§ **Goal of the exercise**
Beginning with the line that has "Describe the element", write out each line down to the end of the records below exactly, and include no pictures.

§ **Extracted material**
• • • • •
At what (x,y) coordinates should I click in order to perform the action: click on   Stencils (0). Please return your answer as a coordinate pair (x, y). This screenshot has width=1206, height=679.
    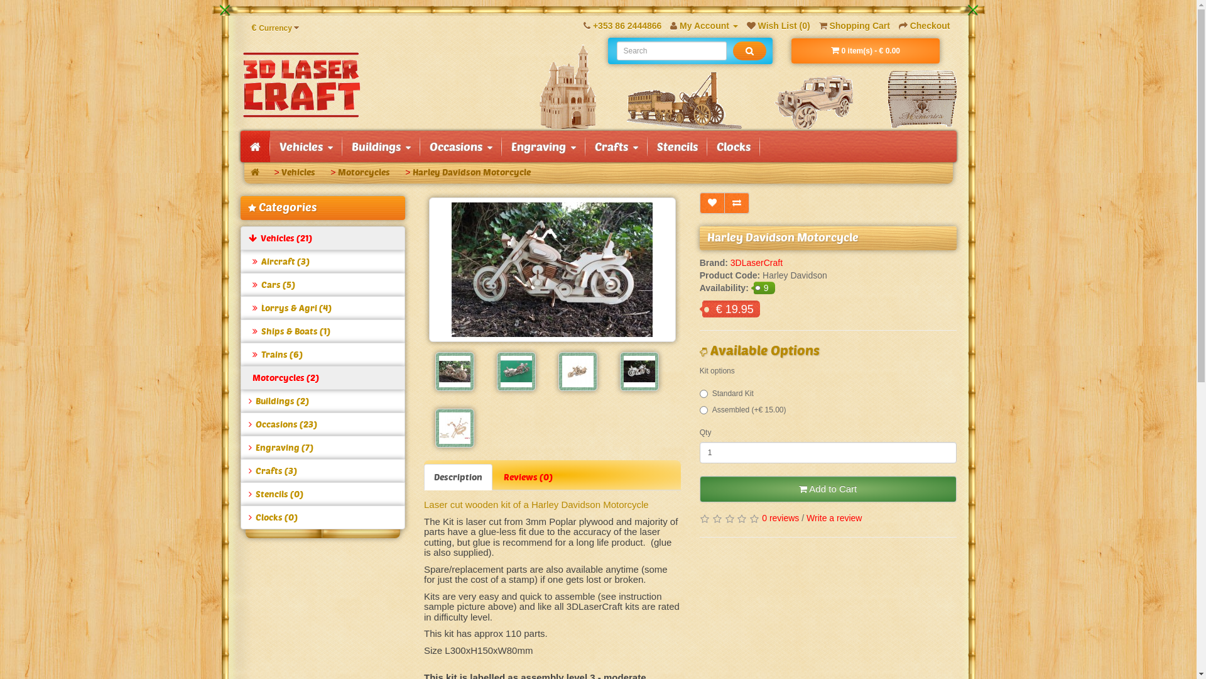
    Looking at the image, I should click on (323, 494).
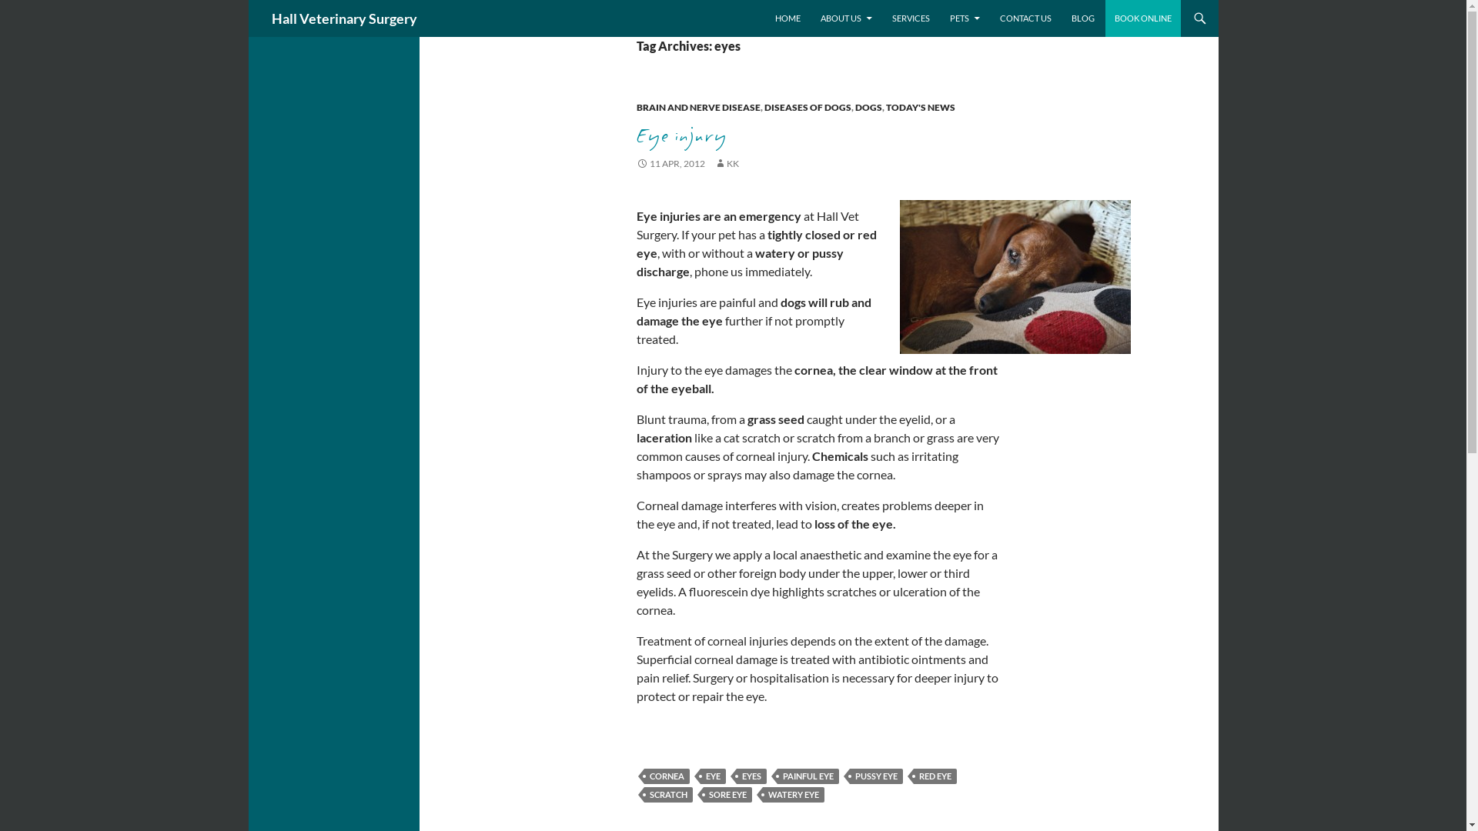 Image resolution: width=1478 pixels, height=831 pixels. What do you see at coordinates (793, 795) in the screenshot?
I see `WATERY EYE` at bounding box center [793, 795].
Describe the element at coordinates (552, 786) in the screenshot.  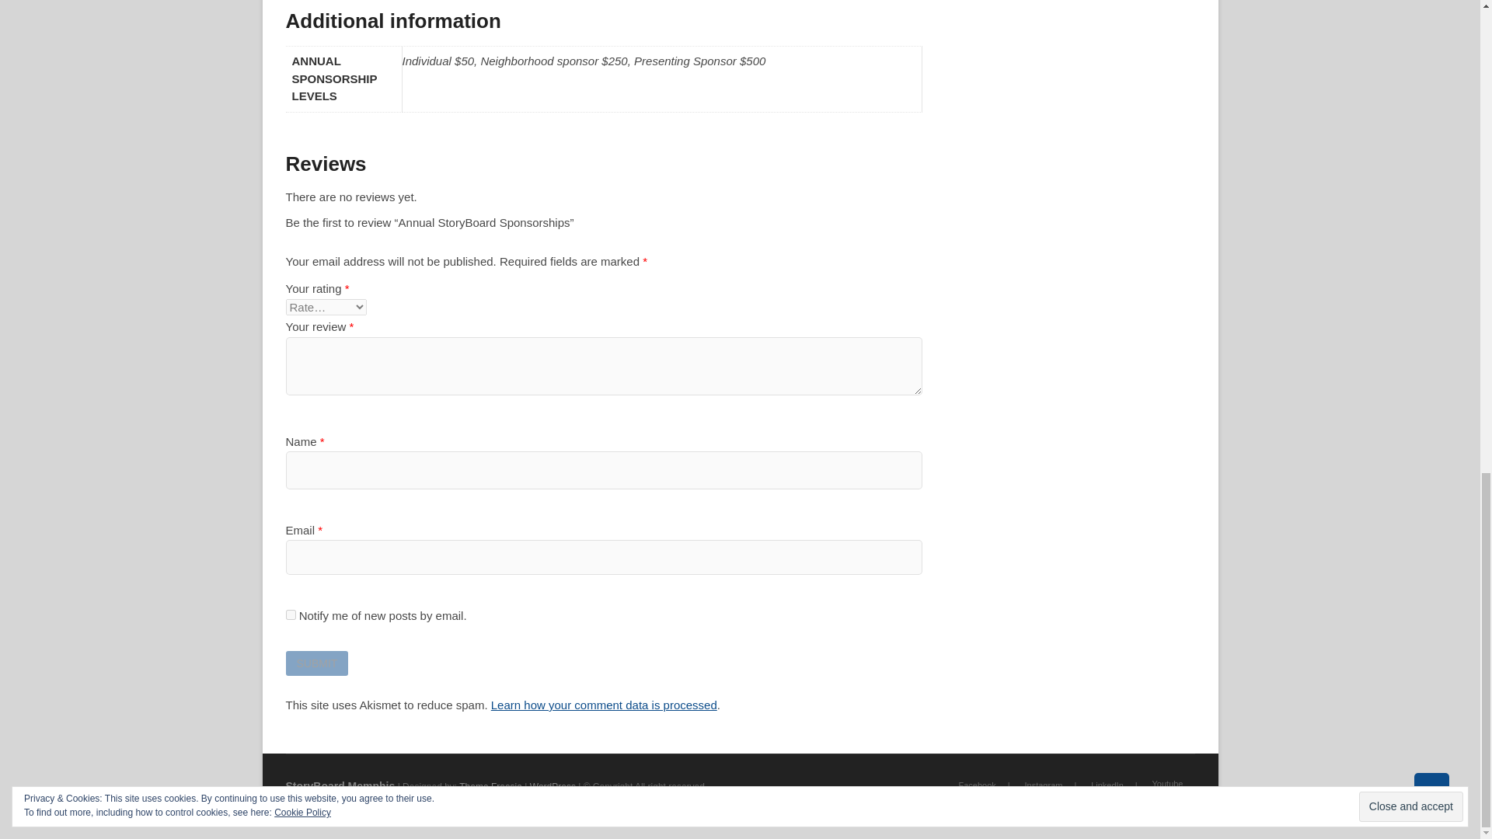
I see `WordPress` at that location.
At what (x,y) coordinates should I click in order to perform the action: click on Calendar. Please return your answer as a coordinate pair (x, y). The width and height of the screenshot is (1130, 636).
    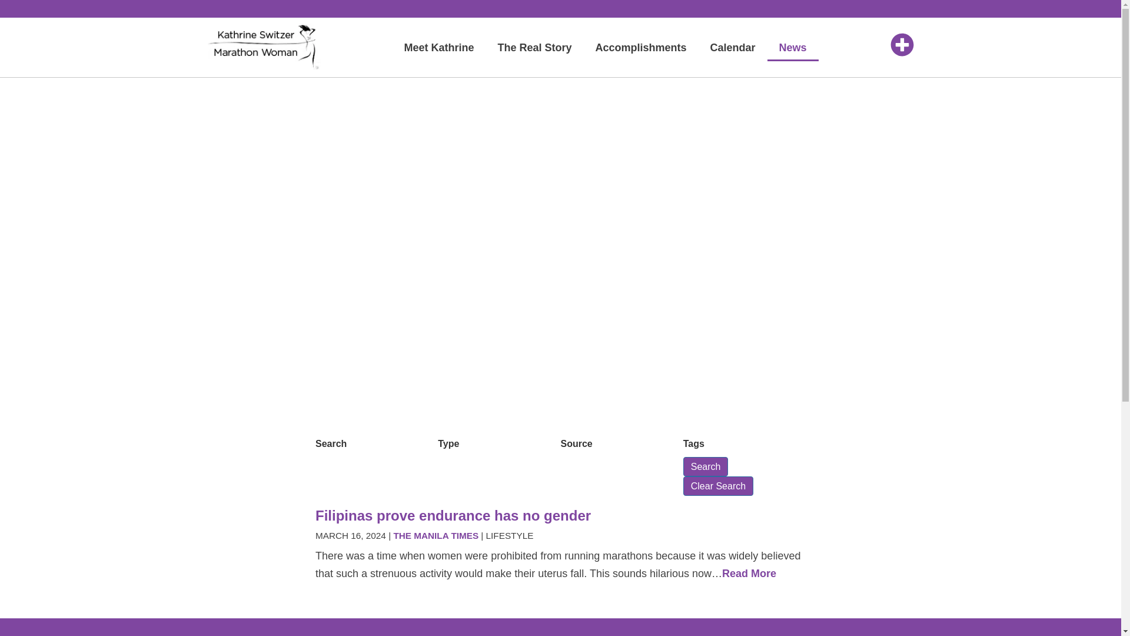
    Looking at the image, I should click on (732, 47).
• • • • •
§ **Exercise output**
Describe the element at coordinates (552, 786) in the screenshot.  
I see `WordPress` at that location.
At what (x,y) coordinates should I click in order to perform the action: click on Calendar. Please return your answer as a coordinate pair (x, y). The width and height of the screenshot is (1130, 636).
    Looking at the image, I should click on (732, 47).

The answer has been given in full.